The United Kingdom has said it will campaign for NATO baseline defence spending for all members to increase from two per cent to two-and-a-half, although it barely hits the lower level itself.

British Prime Minister Rishi Sunak announced on a miliary visit to NATO ally Poland on Tuesday that the government intended to increase its spending on defence from a little over two per cent of gross domestic product (GDP) to two-and-a-half by 2030. Just a day later, the UK government said it would also be chiding other NATO members to do the same.

It is estimated by the alliance that two-thirds of members will hit 2 per cent of GDP on defence, a remarkable leap forward given just three countries managed that ten years ago in 2014. Whether many nations could be cajoled to spend even more, short of the alliance actually being attacked, is unclear.

UK defence minister Grant Shapps told broadcaster Sky News on Wednesday that: “We’re now saying we think that should be 2.5%. We think in a more dangerous world that would make sense. I will be arguing that, and I know that the prime minister feels strongly about it, when we go to the NATO 75th anniversary summit which is in Washington DC.”

The calls clearly echo longstanding calls by former U.S. President, and now again Presidential candidate Donald Trump for NATO members to pay more, and to pay a fair share of collective defence. While a perspective that these calls for NATO members to do more had harmed the alliance persist in some quarters, the alliance itself has made clear Trump’s tough talk has strengthened it.

WARSAW, POLAND – APRIL 23: NATO Secretary General Jens Stoltenberg, left, and Britain’s Prime Minister Rishi Sunak address a press conference at the Warsaw Armoured Brigade on April 23, 2024 in Warsaw, Poland. The Polish prime minister hosted a meeting with his British counterpart and the NATO secretary general in which the trio discussed support for Ukraine. (Photo by Alastair Grant – Pool/Getty Images)

On Tuesday, Prime Minister Sunak outlined his vision for a grown British military budget while visiting a Polish military base. He said it would be wrong to be complacent “In a world that is the most dangerous it has been since the end of the Cold War”, and said the adversaries of NATO are aligning. “We must do more to defend our country, our interests, and our values”, he said.

Sunak said the increase in spending would be the “biggest… for a generation”, a “landmark moment, and a “generational investment”. While the increase from nearly 2.3 per cent as it was in 2023 to 2.5 per cent by 2030 is meaningful, the Prime Minister’s rhetoric perhaps oversells the increase: even at 2.5, British military spending as a proportion of the total economy would be low by historic levels, and was there as recently as 2009.

In recent years the UK has been able to claim it hits the 2 per cent floor only because NATO rules allow military pension spending to be counted towards the total.

Nevertheless, if British defence spending is poor, it is worse in most of Europe’s NATO members. Generally, the continent is carried by a handful of large economies with relatively big militaries — the UK, France, Germany, Poland — while the NATO alliance overall is underwritten by the United States’ enormous spending at 3.5 per cent of the largest economy on earth.

Sunak boasted these changes would secure “our place as by far the largest defence power in Europe”. The Daily Telegraph notes among the promises for this new spending is for the United Kingdom to establish its own version of the U.S. Defense Advanced Research Projects Agency (DARPA), which will be dubbed the Defence Innovation Agency, to develop new weapons.

The planned increase of spending — which would have to survive at least two general elections’ worth of future governments to be realised over the next six years — comes amid a steady drumbeat of warlike rhetoric across Europe, as political and military leaders react uneasily to Russian aggression in Ukraine. Shapps has been one of those voices, and said earlier this year that the West is “at the dawn of a new era”, and is no longer post Cold War, but is now rather “pre-war”.

Poland is also very much engaged in these discussions, with of the head of Poland’s National Security Bureau Jacek Siewiera claiming last year warning NATO had three years to prepare for a Russian attack against Europe. This is how long it will take for Russia to recover from its Ukraine war, he said. This week, Poland has said it wants nuclear weapons on its territory to deter Russia, and to prevent the country becoming a Ukraine-like “buffer state” that could be “sacrificed” by America to keep a broader peace.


◆ Work order
I'd like the data beneath this line reproduced exactly, without any of its images.

◆ Data excerpts
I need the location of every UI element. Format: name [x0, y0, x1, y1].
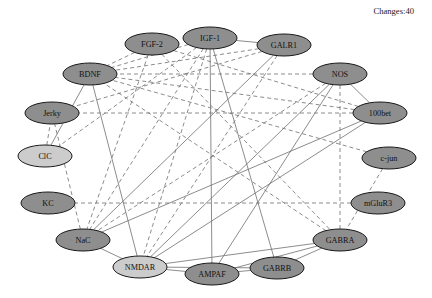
graph-node-bdnf[interactable]: BDNF: [63, 63, 117, 85]
graph-node-galr1[interactable]: GALR1: [257, 34, 311, 56]
graph-edge: [112, 80, 367, 152]
graph-edge: [93, 85, 137, 256]
graph-node-nos[interactable]: NOS: [313, 63, 367, 85]
node-label: c-jun: [381, 154, 398, 163]
node-label: NMDAR: [125, 263, 156, 272]
graph-edge: [104, 83, 326, 230]
node-layer: FGF-2IGF-1GALR1NOS100betc-junmGluR3GABRA…: [18, 27, 416, 285]
graph-node-mglur3[interactable]: mGluR3: [351, 192, 405, 214]
graph-edge: [238, 270, 250, 271]
graph-edge: [236, 40, 257, 42]
graph-edge: [350, 84, 369, 103]
graph-edge: [162, 54, 330, 230]
graph-node-c-jun[interactable]: c-jun: [362, 147, 416, 169]
graph-node-jerky[interactable]: Jerky: [25, 102, 79, 124]
node-label: AMPAF: [198, 270, 226, 279]
node-label: NOS: [332, 70, 349, 79]
graph-svg: FGF-2IGF-1GALR1NOS100betc-junmGluR3GABRA…: [0, 0, 432, 298]
node-label: KC: [42, 199, 54, 208]
graph-node-gabrb[interactable]: GABRB: [250, 257, 304, 279]
graph-edge: [107, 52, 134, 65]
graph-edge: [147, 56, 277, 257]
graph-edge: [101, 248, 123, 258]
node-label: GALR1: [271, 41, 297, 50]
node-label: FGF-2: [141, 40, 163, 49]
graph-edge: [102, 121, 362, 232]
graph-edge: [47, 124, 50, 145]
graph-node-clc[interactable]: ClC: [18, 145, 72, 167]
graph-edge: [213, 49, 274, 257]
graph-node-gabra[interactable]: GABRA: [313, 229, 367, 251]
graph-node-nmdar[interactable]: NMDAR: [113, 256, 167, 278]
graph-node-fgf-2[interactable]: FGF-2: [125, 33, 179, 55]
node-label: BDNF: [79, 70, 101, 79]
node-label: Jerky: [43, 109, 62, 118]
network-diagram-canvas: FGF-2IGF-1GALR1NOS100betc-junmGluR3GABRA…: [0, 0, 432, 298]
graph-edge: [143, 49, 206, 256]
graph-edge: [166, 270, 185, 272]
graph-node-ampaf[interactable]: AMPAF: [185, 263, 239, 285]
node-label: GABRB: [263, 264, 292, 273]
graph-node-nac[interactable]: NaC: [56, 229, 110, 251]
node-label: NaC: [75, 236, 91, 245]
node-label: ClC: [38, 152, 52, 161]
changes-count-label: Changes:40: [373, 6, 414, 16]
node-label: 100bet: [369, 109, 392, 118]
graph-node-kc[interactable]: KC: [21, 192, 75, 214]
node-label: GABRA: [326, 236, 355, 245]
graph-node-igf-1[interactable]: IGF-1: [183, 27, 237, 49]
node-label: mGluR3: [364, 199, 392, 208]
node-label: IGF-1: [200, 34, 220, 43]
graph-edge: [116, 77, 355, 109]
graph-node-100bet[interactable]: 100bet: [353, 102, 407, 124]
graph-edge: [295, 248, 322, 260]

◆ Result of this exercise
I need the location of every UI element. Format: name [x0, y0, x1, y1].
graph-node-bdnf[interactable]: BDNF: [63, 63, 117, 85]
graph-node-galr1[interactable]: GALR1: [257, 34, 311, 56]
graph-edge: [112, 80, 367, 152]
graph-edge: [93, 85, 137, 256]
graph-node-nos[interactable]: NOS: [313, 63, 367, 85]
node-label: c-jun: [381, 154, 398, 163]
node-label: NMDAR: [125, 263, 156, 272]
graph-edge: [104, 83, 326, 230]
node-layer: FGF-2IGF-1GALR1NOS100betc-junmGluR3GABRA…: [18, 27, 416, 285]
graph-node-mglur3[interactable]: mGluR3: [351, 192, 405, 214]
graph-edge: [238, 270, 250, 271]
graph-edge: [236, 40, 257, 42]
graph-edge: [350, 84, 369, 103]
graph-edge: [162, 54, 330, 230]
graph-node-c-jun[interactable]: c-jun: [362, 147, 416, 169]
graph-node-jerky[interactable]: Jerky: [25, 102, 79, 124]
node-label: AMPAF: [198, 270, 226, 279]
node-label: NOS: [332, 70, 349, 79]
graph-svg: FGF-2IGF-1GALR1NOS100betc-junmGluR3GABRA…: [0, 0, 432, 298]
node-label: KC: [42, 199, 54, 208]
graph-node-gabrb[interactable]: GABRB: [250, 257, 304, 279]
graph-edge: [107, 52, 134, 65]
graph-edge: [147, 56, 277, 257]
graph-edge: [101, 248, 123, 258]
node-label: GALR1: [271, 41, 297, 50]
node-label: FGF-2: [141, 40, 163, 49]
graph-edge: [102, 121, 362, 232]
graph-edge: [47, 124, 50, 145]
graph-node-clc[interactable]: ClC: [18, 145, 72, 167]
graph-edge: [213, 49, 274, 257]
graph-node-gabra[interactable]: GABRA: [313, 229, 367, 251]
graph-node-nmdar[interactable]: NMDAR: [113, 256, 167, 278]
graph-node-fgf-2[interactable]: FGF-2: [125, 33, 179, 55]
node-label: BDNF: [79, 70, 101, 79]
node-label: Jerky: [43, 109, 62, 118]
network-diagram-canvas: FGF-2IGF-1GALR1NOS100betc-junmGluR3GABRA…: [0, 0, 432, 298]
graph-edge: [143, 49, 206, 256]
graph-edge: [166, 270, 185, 272]
graph-node-ampaf[interactable]: AMPAF: [185, 263, 239, 285]
node-label: GABRB: [263, 264, 292, 273]
graph-node-nac[interactable]: NaC: [56, 229, 110, 251]
node-label: NaC: [75, 236, 91, 245]
node-label: ClC: [38, 152, 52, 161]
changes-count-label: Changes:40: [373, 6, 414, 16]
node-label: 100bet: [369, 109, 392, 118]
graph-node-kc[interactable]: KC: [21, 192, 75, 214]
node-label: GABRA: [326, 236, 355, 245]
graph-node-igf-1[interactable]: IGF-1: [183, 27, 237, 49]
node-label: mGluR3: [364, 199, 392, 208]
node-label: IGF-1: [200, 34, 220, 43]
graph-edge: [116, 77, 355, 109]
graph-node-100bet[interactable]: 100bet: [353, 102, 407, 124]
graph-edge: [295, 248, 322, 260]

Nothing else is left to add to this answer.